Why bother with self-torture? I threw the book back to the library after reading half of it, and found Sidney Lumet's Network, and found that the chairman's frantic speech in the film almost perfectly explained the ideal society in the hearts of capitalists: society is like a super large company, and everyone is a Shareholders, everyone is a consumer. Rarely does a film have such a powerful speech.
People with pure capitalist minds always complicate their ideas, although that is the innate instinct of any living being: to make their own resources more, more, and infinite. The complexity of people, when they are impatient to teach you life lessons, is directly dismissed as simple and childish. In the film, the female choreographer who is obsessed with the ratings lives in a "complex" network, facing criss-crossing ingenuity, relationships, and interests all day long, which is unbearable for non-strong people. But the life she shunned, which she considered meaningless, was more complicated. In philosophical language, the external network is nothing but an appendage of human beings, created and manipulated by human beings, and human beings, as the noumenon, are thrown into an irrational world without knowing who created them. Facing oneself and facing one's accessories are two-level issues.

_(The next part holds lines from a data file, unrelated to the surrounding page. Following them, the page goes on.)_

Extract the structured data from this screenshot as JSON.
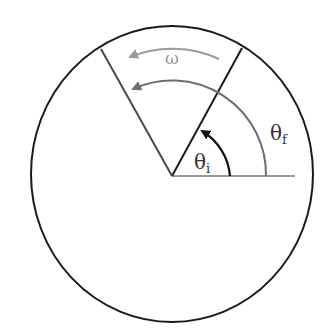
{
  "diagram": {
    "type": "rotation-angle-diagram",
    "labels": {
      "omega": "ω",
      "theta_i_main": "θ",
      "theta_i_sub": "i",
      "theta_f_main": "θ",
      "theta_f_sub": "f"
    },
    "colors": {
      "circle": "#1a1a1a",
      "initial_line": "#1a1a1a",
      "final_line": "#4a4a4a",
      "reference_line": "#9a9a9a",
      "theta_f_arc": "#6e6e6e",
      "theta_i_arc": "#111111",
      "omega_arc": "#9a9a9a",
      "omega_label": "#9a9a9a",
      "text": "#333333"
    }
  }
}
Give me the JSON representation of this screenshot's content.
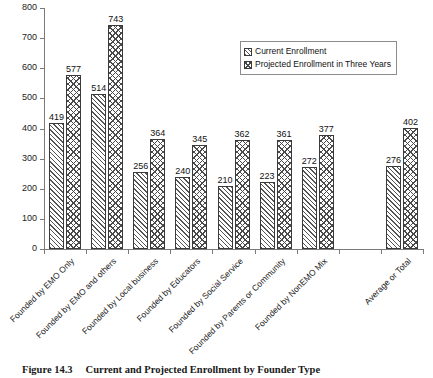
{
  "caption": {
    "number": "Figure 14.3",
    "text": "Current and Projected Enrollment by Founder Type"
  },
  "legend": {
    "position": "inside-top-right",
    "entries": [
      {
        "label": "Current Enrollment",
        "pattern": "diagonal-hatch"
      },
      {
        "label": "Projected Enrollment in Three Years",
        "pattern": "cross-hatch"
      }
    ]
  },
  "chart_data": {
    "type": "bar",
    "title": "Current and Projected Enrollment by Founder Type",
    "xlabel": "",
    "ylabel": "",
    "ylim": [
      0,
      800
    ],
    "yticks": [
      0,
      100,
      200,
      300,
      400,
      500,
      600,
      700,
      800
    ],
    "ytick_labels": [
      "0",
      "100",
      "200",
      "300",
      "400",
      "500",
      "600",
      "700",
      "800"
    ],
    "grid": false,
    "legend_position": "upper right",
    "data_labels": true,
    "categories": [
      "Founded by EMO Only",
      "Founded by EMO and others",
      "Founded by Local business",
      "Founded by Educators",
      "Founded by Social Service",
      "Founded by Parents or Community",
      "Founded by NonEMO Mix",
      "",
      "Average or Total"
    ],
    "series": [
      {
        "name": "Current Enrollment",
        "values": [
          419,
          514,
          256,
          240,
          210,
          223,
          272,
          null,
          276
        ]
      },
      {
        "name": "Projected Enrollment in Three Years",
        "values": [
          577,
          743,
          364,
          345,
          362,
          361,
          377,
          null,
          402
        ]
      }
    ]
  }
}
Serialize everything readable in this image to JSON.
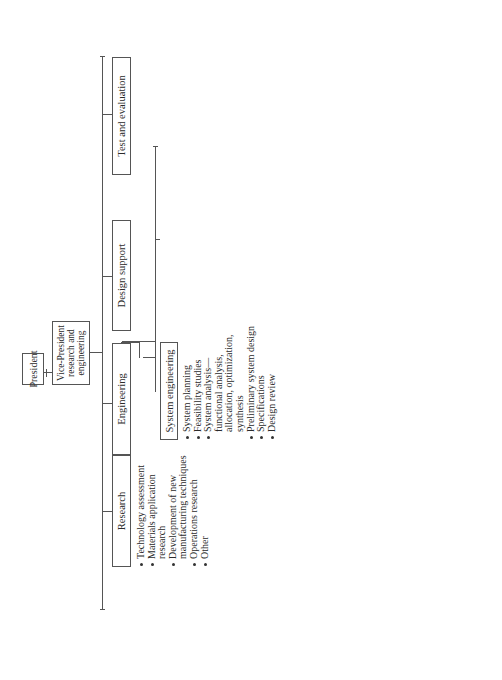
{
  "president": {
    "label": "President"
  },
  "vp": {
    "label": "Vice-President research and engineering"
  },
  "departments": [
    {
      "label": "Research",
      "items": [
        "Technology assessment",
        "Materials application research",
        "Development of new manufacturing techniques",
        "Operations research",
        "Other"
      ]
    },
    {
      "label": "Engineering",
      "groups": [
        {
          "label": "System engineering",
          "items": [
            "System planning",
            "Feasibility studies",
            "System analysis— functional analysis, allocation, optimization, synthesis",
            "Preliminary system design",
            "Specifications",
            "Design review"
          ]
        },
        {
          "label": "Electrical design",
          "items": [
            "Circuit analysis, design, and component application",
            "Wiring and cable harnesses",
            "Test requirements"
          ]
        },
        {
          "label": "Mechanical design",
          "items": [
            "Structural analysis and design",
            "Material selection and application",
            "Functional layout and packaging",
            "Interface requirements",
            "Test requirements"
          ]
        }
      ]
    },
    {
      "label": "Design support",
      "groups": [
        {
          "label": "Reliability engineering",
          "items": [
            "Reliability requirements, analysis, and component selection",
            "Predictions and assessment",
            "Design review",
            "Test requirements"
          ]
        },
        {
          "label": "Maintainability engineering",
          "items": [
            "Maintainability requirements, analysis, and component selection",
            "Predictions and assessment",
            "Design review",
            "Test requirements"
          ]
        },
        {
          "label": "Logistics engineering",
          "items": [
            "Support concepts",
            "Supportability analysis",
            "Logistic support requirements",
            "Design review"
          ]
        }
      ]
    },
    {
      "label": "Test and evaluation",
      "groups": [
        {
          "label": "Types 1 and 2 testing",
          "items": [
            "Component testing",
            "Engineering model testing",
            "Prototype testing— reliability and maintainability tests, environmental tests, logistic support compatibility tests, sand and salt spray tests, humidity tests, EMI tests, etc."
          ]
        },
        {
          "label": "Type 3 testing",
          "items": [
            "System test and evaluation",
            "Data collection, analysis and reporting"
          ]
        }
      ]
    }
  ]
}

I think the performance of the female choreographer is not good enough, and she is not thorough enough, but she is undoubtedly a wonderful character. She has an affair with an old man, talking about the ratings while eating, talking about the ratings while taking off her clothes, and talking about the ratings while foreplay. Rate, talking and talking, reached a climax.
The roles of her and the chairman are perfect in this imperfectly good movie.